The tool also provide a function to extract key return period for all metrics defined and organised as a table. The table can be easily accessed by calling visualiser.get_exceedance_table():

Customising CIDAS

data-downloader

xml_downloader

The country information was obtained from the DesInventar Download page (https://www.desinventar.net/download.html). If you want to maintain the list of the countries, you need to manually go the webpage and inspect the hyperlinks to get its country code.
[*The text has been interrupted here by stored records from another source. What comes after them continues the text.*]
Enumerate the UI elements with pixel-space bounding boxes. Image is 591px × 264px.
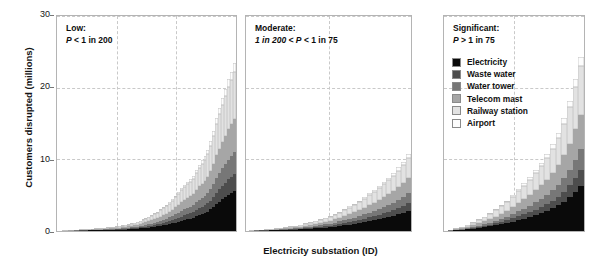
legend-item: Water tower: [452, 80, 528, 92]
bar-segment: [578, 170, 584, 186]
bar: [578, 16, 584, 231]
y-tick-label: 30: [24, 10, 50, 19]
y-tick-label: 10: [24, 155, 50, 164]
legend-swatch-icon: [452, 82, 461, 91]
legend-swatch-icon: [452, 58, 461, 67]
bar-segment: [406, 158, 411, 178]
bar-segment: [578, 66, 584, 115]
bar-segment: [406, 193, 411, 203]
legend-label: Electricity: [467, 57, 507, 67]
legend-label: Water tower: [467, 81, 515, 91]
bar-segment: [578, 186, 584, 231]
legend-item: Airport: [452, 117, 528, 129]
legend-label: Railway station: [467, 106, 528, 116]
bar-segment: [233, 174, 236, 191]
legend-swatch-icon: [452, 70, 461, 79]
legend-item: Waste water: [452, 68, 528, 80]
y-tick-label: 0: [24, 227, 50, 236]
legend-label: Waste water: [467, 69, 516, 79]
legend-label: Airport: [467, 118, 495, 128]
legend-swatch-icon: [452, 94, 461, 103]
legend-swatch-icon: [452, 119, 461, 128]
legend-label: Telecom mast: [467, 94, 522, 104]
bar: [406, 16, 411, 231]
x-axis-label: Electricity substation (ID): [56, 245, 585, 256]
panel-low: Low: P < 1 in 200: [56, 15, 237, 232]
bar-segment: [233, 191, 236, 231]
panel-title-moderate: Moderate: 1 in 200 < P < 1 in 75: [255, 22, 338, 46]
bar-segment: [233, 119, 236, 153]
bar-segment: [578, 115, 584, 150]
legend-item: Railway station: [452, 105, 528, 117]
panel-title-low: Low: P < 1 in 200: [66, 22, 113, 46]
bar-group-moderate: [246, 16, 411, 231]
legend-item: Electricity: [452, 56, 528, 68]
legend-swatch-icon: [452, 106, 461, 115]
bar-segment: [406, 211, 411, 231]
bar-group-low: [57, 16, 236, 231]
bar-segment: [406, 203, 411, 211]
bar-segment: [406, 178, 411, 193]
bar-segment: [578, 57, 584, 66]
bar-segment: [233, 72, 236, 119]
panel-title-significant: Significant: P > 1 in 75: [453, 22, 499, 46]
panel-moderate: Moderate: 1 in 200 < P < 1 in 75: [245, 15, 412, 232]
plot-area-moderate: [246, 16, 411, 231]
chart-legend: ElectricityWaste waterWater towerTelecom…: [452, 56, 528, 129]
bar-segment: [578, 149, 584, 170]
y-tick-label: 20: [24, 82, 50, 91]
bar: [233, 16, 236, 231]
plot-area-low: [57, 16, 236, 231]
bar-segment: [233, 63, 236, 71]
y-axis-ticks: 0102030: [22, 0, 50, 264]
legend-item: Telecom mast: [452, 93, 528, 105]
chart-figure: Customers disrupted (millions) Electrici…: [0, 0, 591, 264]
bar-segment: [233, 152, 236, 174]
For example, for Comoros, the html tag is

Its country code is com.

The code containing country information is located in xml_downloader/_country_info.py. If DesInventar adds a country in the future, with name CountryName and country code ctn, then you need to append ctn to the list country_code and append CountryName to the list country_name.

csv_downloader

You can delete statement remove_empty_databases() in start_clean() function of _cleaner.py if you don't want to delete empty csv files (The contents of the files are not used).

Future development

After running __get_country_disaster_dict() in _csv_crawler.py, we have disaster types acquired from DesInventar. Therefore, there is no need to download the csv files with disaster type. However, changes need to be made for categoriser to adapt the new way of acquiring the disaster types rather than from disk.

categoriser

Categorisation information is stored in the _categorisations.py. If you want to move some subtypes to another major type, you need to modify this file.

record_converter

Currently, the record converter reads the entire xml file into the memory. Therefore, for large xml files like Sri Lanka.xml (1.2 GB), it may take more than 60 GB of RAM to process this file.
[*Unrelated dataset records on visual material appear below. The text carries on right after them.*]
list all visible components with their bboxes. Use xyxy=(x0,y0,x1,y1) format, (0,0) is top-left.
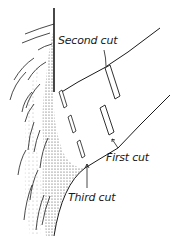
second-cut-leader xyxy=(104,50,106,66)
third-cut-arrow xyxy=(85,164,89,188)
pruning-diagram: Second cut First cut Third cut xyxy=(0,0,172,236)
trunk-shading xyxy=(25,28,85,236)
first-cut-mark xyxy=(100,105,114,135)
second-cut-label: Second cut xyxy=(58,34,117,47)
first-cut-label: First cut xyxy=(106,151,149,164)
first-cut-arrow xyxy=(112,139,118,148)
third-cut-marks xyxy=(59,90,85,158)
second-cut-mark xyxy=(105,65,120,99)
third-cut-label: Third cut xyxy=(68,191,115,204)
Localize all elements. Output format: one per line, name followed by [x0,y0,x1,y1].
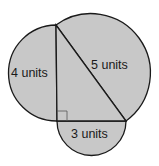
label-hypotenuse: 5 units [91,58,128,72]
diagram-svg: 4 units 5 units 3 units [0,0,159,166]
label-left-side: 4 units [11,66,48,80]
label-bottom-side: 3 units [71,127,108,141]
pythagorean-semicircles-diagram: 4 units 5 units 3 units [0,0,159,166]
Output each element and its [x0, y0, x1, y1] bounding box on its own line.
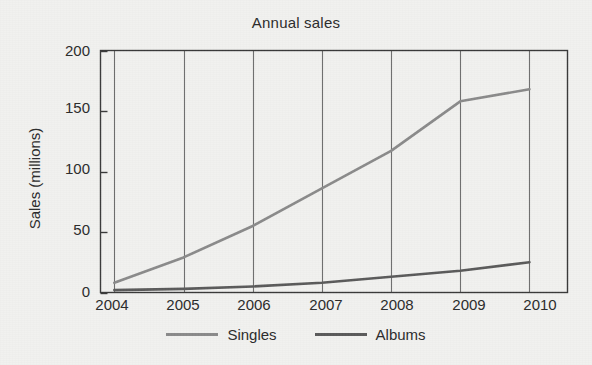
- series-line-albums: [114, 262, 529, 290]
- vertical-gridlines: [115, 51, 530, 293]
- chart-legend: Singles Albums: [0, 326, 592, 343]
- legend-label-albums: Albums: [376, 326, 426, 343]
- series-line-singles: [114, 89, 529, 283]
- y-axis-tick-marks: [101, 52, 108, 294]
- legend-label-singles: Singles: [227, 326, 276, 343]
- plot-area: [0, 0, 592, 365]
- legend-swatch-singles-icon: [166, 333, 218, 336]
- legend-entry-singles: Singles: [166, 326, 276, 343]
- legend-swatch-albums-icon: [315, 333, 367, 336]
- chart-figure: Annual sales Sales (millions) 200 150 10…: [0, 0, 592, 365]
- axes-frame: [101, 51, 568, 293]
- legend-entry-albums: Albums: [315, 326, 426, 343]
For future development, you may want to change it to parse the file element by element. Here is the information you may need:

data-processor:

When implementing the algorithm for merging the records to events, we referred THE HYBRID LOSS EXCEEDANCE CURVE. In section 4.2.1 Algorithm for grouping events together. The code related to the implementation is located in processor/_models/_event_builder.py and processor/_apps/_combiner.py.

Slice

The slicing algorithm is __slice_for_one_event() in processor/_apps/_slicer.py. Currently, we just slice out the first 5% of the events.

data-visualiser:

Add loss metrics

Currently, we only defined deaths and affected people (directly affected + indirectly affected). If you want to add more metrics, you can modify it at visualiser/_models/_loss.py.

Change folder to conduct analysis

In visualiser/_config.py, you can modify __SELECTED_FOLDER to the folder that you want to conduct analysis.
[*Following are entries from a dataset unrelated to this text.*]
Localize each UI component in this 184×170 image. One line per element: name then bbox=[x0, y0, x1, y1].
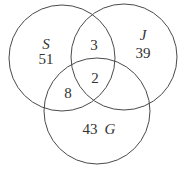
value-j-only: 39 bbox=[136, 45, 151, 61]
value-s-only: 51 bbox=[39, 51, 54, 67]
label-g: G bbox=[105, 121, 116, 137]
venn-diagram: S 51 J 39 3 2 8 43 G bbox=[0, 0, 184, 170]
value-g-only: 43 bbox=[83, 121, 98, 137]
label-s: S bbox=[42, 36, 50, 52]
value-s-g: 8 bbox=[64, 85, 72, 101]
label-j: J bbox=[140, 27, 148, 43]
circle-j bbox=[71, 4, 177, 110]
value-s-j-g: 2 bbox=[91, 70, 99, 86]
value-s-j: 3 bbox=[90, 37, 98, 53]
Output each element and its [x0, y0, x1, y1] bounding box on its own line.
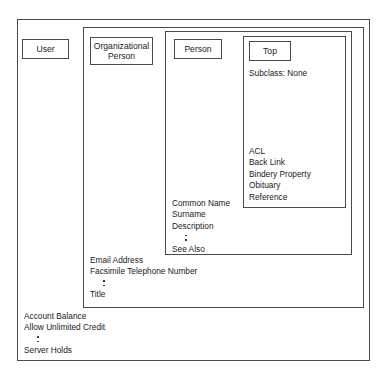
top-attribute-reference: Reference: [249, 192, 311, 203]
class-label-top: Top: [249, 41, 291, 61]
class-label-organizational-person-line2: Person: [108, 51, 135, 62]
class-label-user-text: User: [36, 44, 54, 55]
organizational-person-attribute-email-address: Email Address: [90, 255, 197, 266]
user-attribute-server-holds: Server Holds: [24, 345, 105, 356]
class-label-organizational-person: Organizational Person: [90, 37, 153, 65]
user-attribute-ellipsis-icon: [37, 334, 45, 345]
top-attribute-back-link: Back Link: [249, 157, 311, 168]
class-label-user: User: [22, 39, 69, 59]
person-attribute-description: Description: [172, 221, 230, 232]
class-hierarchy-diagram: User Organizational Person Person Top Su…: [0, 0, 387, 379]
top-attribute-obituary: Obituary: [249, 180, 311, 191]
person-attribute-list: Common Name Surname Description See Also: [172, 198, 230, 255]
user-attribute-list: Account Balance Allow Unlimited Credit S…: [24, 311, 105, 357]
top-attribute-bindery-property: Bindery Property: [249, 169, 311, 180]
class-label-top-text: Top: [263, 46, 277, 57]
top-subclass-text: Subclass: None: [249, 68, 307, 79]
class-label-organizational-person-line1: Organizational: [94, 41, 149, 52]
organizational-person-attribute-fax-number: Facsimile Telephone Number: [90, 266, 197, 277]
organizational-person-attribute-ellipsis-icon: [103, 278, 111, 289]
person-attribute-see-also: See Also: [172, 244, 230, 255]
class-label-person: Person: [174, 39, 222, 59]
person-attribute-surname: Surname: [172, 209, 230, 220]
person-attribute-common-name: Common Name: [172, 198, 230, 209]
user-attribute-account-balance: Account Balance: [24, 311, 105, 322]
top-attribute-acl: ACL: [249, 146, 311, 157]
class-label-person-text: Person: [184, 44, 211, 55]
organizational-person-attribute-list: Email Address Facsimile Telephone Number…: [90, 255, 197, 301]
organizational-person-attribute-title: Title: [90, 289, 197, 300]
user-attribute-allow-unlimited-credit: Allow Unlimited Credit: [24, 322, 105, 333]
person-attribute-ellipsis-icon: [185, 232, 193, 243]
top-attribute-list: ACL Back Link Bindery Property Obituary …: [249, 146, 311, 203]
top-subclass-note: Subclass: None: [249, 68, 307, 79]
Change labels and highlight points

You can find relevant code in __add_label() method and __highlight() method for Plotter class

Add new data source

If you want to use another data source, you need to put the data source under the data directory and ensure the folder structure is:

For each csv file, the data should be parsed to contain these columns: deaths, directly_affected, indirectly_affected, start_date, and secondary_end.

For example:

deathsdirectly_affectedindirectly_affectedstart_datesecondary_end
01002001911-02-181911-02-21
5603001912-02-181912-02-21
31001001914-02-181914-02-21
102204001916-02-181916-02-21

Next, you need to add a member in visualiser/_adapters/_folders.py with value being the name of the data source folder.

Then, you need to modify __SELECTED_FOLDER in _config.py.

Note: you need to ignore or remove the labels after plot the curves if you are working with new data sources.